Continuing to frown, Alexandra said, “I’ve told you a dozen times you can come to live with us. Father and Mother would welcome you and—”
“It’s a kind offer and I’m truly grateful to you and your parents. But I cannot accept. My mind’s made up. You know how I love the idea of embarking on a great new adventure. I am going to California to seek my fortune!”
“What about Samuel? Will you just leave him behind with no regrets?”
Kate shook her head. Alexandra was referring to Sam Bradford, a fine young man who had shown an unflagging interest in courting Kate. But the attraction was not mutual. While Kate genuinely respected Sam and realized he had a bright future ahead in his father’s flourishing ship brokerage firm, she was not interested in him romantically. Nor was she interested in anyone else. While Alexandra dreamed of marriage and children, Kate yearned for excitement and travel.
She laughed now and said, “Tell the truth, Alex. Wouldn’t you like to console Sam in my absence?”
Alexandra flushed guiltily, then smiled. “I can’t deny that I find Sam incredibly appealing.” She frowned again. “But it’s you he likes, not me.”
“So he thinks. But I predict that a week—two at the most—after I’m gone, Samuel T. Bradford will come calling on you.”
Alexandra’s eyes sparkled. “You really think so?”
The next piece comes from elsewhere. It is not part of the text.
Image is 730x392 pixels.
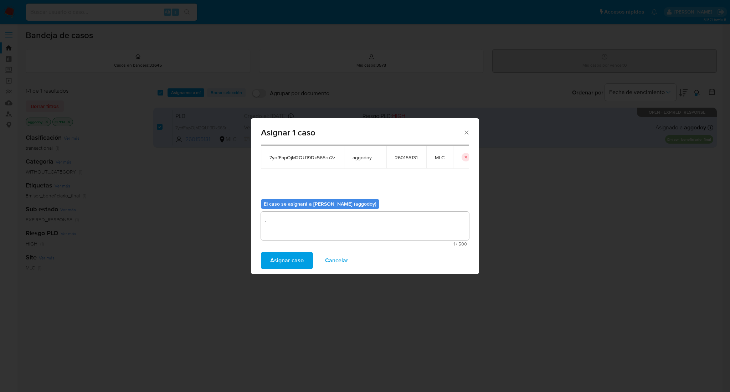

Kate laughed. “I do, yes. And in a year or so, I’ll expect a wedding invitation.” Her well-arched eyebrows lifted.
“Where shall I send it?”
“Soon as I’m settled, I’ll write,” promised Kate. Then, with a sly grin, she affected brittle, privileged, lady-of-the-manner diction, and teased, “My dear Miss Wharton, I shall see to it my personal secretary drops you a note with the return address of my California mansion.”
Both young women laughed and hugged once more.
At the Boston harbor, on the bitter cold morning of March 27, 1855, the two young women hugged again.
But neither laughed.
“I’ll miss you so,” said a teary-eyed Alexandra.
“And I you,” Kate replied, swallowing the lump that had formed in her throat.
She turned away and hurried up the gangway of the clipper ship Star of Gold.